Curated board strategy
Create a board called “Wedding Vow Writing” or “How to Write Your Own Vows.” Pin your own content alongside popular ceremony pins. Make your affiliate-linked pins the top ones. People who find your board are exactly the audience who’d buy Vows.you.
Quote and text overlay pins
“The hardest part of writing your vows is starting.” Overlay text on a soft wedding photo. Link goes to your affiliate URL. Simple to create, high save rate, and they attract the exact people who are stuck on vow writing.
Pin SEO: keywords that matter
Pinterest is a search engine. Treat it like one. Use these keywords in your pin titles, descriptions, and board names:
- wedding vow writing tips
- how to write personal wedding vows
- wedding vow ideas
- wedding vow prompts
- wedding vow template
- writing vows for him / for her
- wedding vow examples personal
- how to start wedding vows
- wedding ceremony vows
- DIY wedding vows
Sprinkle these naturally through your pin descriptions. Don’t keyword-stuff - Pinterest’s algorithm is smarter than that now. Write descriptions that read like helpful sentences, not keyword lists.
The compounding effect
Here’s what most people miss about Pinterest affiliate marketing.
Month one, you create 10 pins. They get some impressions, a few clicks. Not exciting.
Month three, those 10 pins have been indexed. They’re showing up in search. You’ve added 20 more pins. Now you have 30 assets working for you.
Month six, your best-performing pins are getting reshared by other users. Your boards are ranking. You’re getting clicks you didn’t actively generate.
Month twelve, you have 60+ pins across multiple boards, all pointing to your affiliate link or to blog posts containing your affiliate link. The traffic is steady and growing without you creating new content every day.
This is the opposite of Instagram or TikTok, where you’re on a content treadmill.

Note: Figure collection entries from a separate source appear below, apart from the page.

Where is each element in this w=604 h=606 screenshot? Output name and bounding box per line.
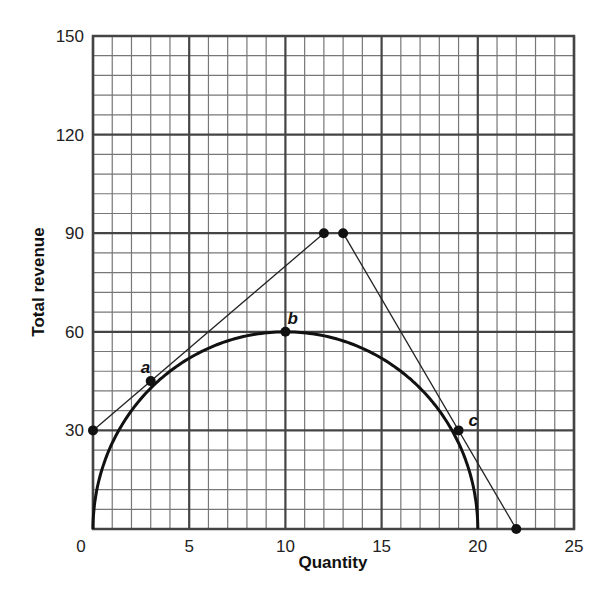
- point-marker: [338, 228, 348, 238]
- x-tick-label: 0: [76, 537, 85, 556]
- grid-minor: [93, 36, 574, 529]
- y-tick-label: 30: [65, 421, 84, 440]
- grid-major: [93, 36, 574, 529]
- tangent-line: [343, 233, 516, 529]
- point-a: [146, 376, 156, 386]
- y-axis-ticks: 306090120150: [56, 27, 84, 440]
- point-b: [280, 327, 290, 337]
- plot-frame: [93, 36, 574, 529]
- point-label-c: c: [469, 411, 479, 430]
- point-c: [454, 425, 464, 435]
- x-tick-label: 15: [372, 537, 391, 556]
- point-marker: [511, 524, 521, 534]
- y-tick-label: 60: [65, 323, 84, 342]
- x-tick-label: 20: [468, 537, 487, 556]
- y-axis-title: Total revenue: [29, 227, 48, 336]
- y-tick-label: 90: [65, 224, 84, 243]
- x-tick-label: 10: [276, 537, 295, 556]
- x-tick-label: 25: [565, 537, 584, 556]
- x-axis-title: Quantity: [299, 553, 368, 572]
- point-label-a: a: [141, 358, 150, 377]
- y-tick-label: 150: [56, 27, 84, 46]
- point-label-b: b: [287, 309, 297, 328]
- point-marker: [88, 425, 98, 435]
- point-marker: [319, 228, 329, 238]
- x-tick-label: 5: [184, 537, 193, 556]
- total-revenue-chart: abc 0510152025 306090120150 Quantity Tot…: [0, 0, 604, 606]
- y-tick-label: 120: [56, 126, 84, 145]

Pinterest rewards consistency and patience. The work you do now pays off for months and years.
Realistic numbers
A Pinterest account focused on wedding content with 50,000 monthly impressions:
- 1% click-through = 500 clicks/month
- Assuming 3% of clicks go to your affiliate link = 15 affiliate clicks
- 5% conversion = 0.75 sales/month
That’s about $39/month or $464/year - and those numbers grow as your pin library grows. Creators with 200,000+ monthly impressions can realistically 4x–5x those figures.
The key insight: you’re not relying on any single pin to go viral. You’re building a library. Each pin is a small, persistent traffic source. They add up.
How to get started
- Apply to the Vows.you affiliate program - free, takes two minutes
- Create your first 5 pins - use the content ideas above
- Optimize your boards - create or rename a board for vow-writing content
- Link everything properly - direct pins to your affiliate URL or to blog posts with embedded affiliate links
- Keep pinning - 3-5 new pins per week is plenty. Consistency over volume.
Pinterest is a slow build, but it’s a durable one. Every pin you create today is an asset that can drive affiliate income for the next two years. In a space as evergreen as wedding planning, that’s about as close to passive income as it gets.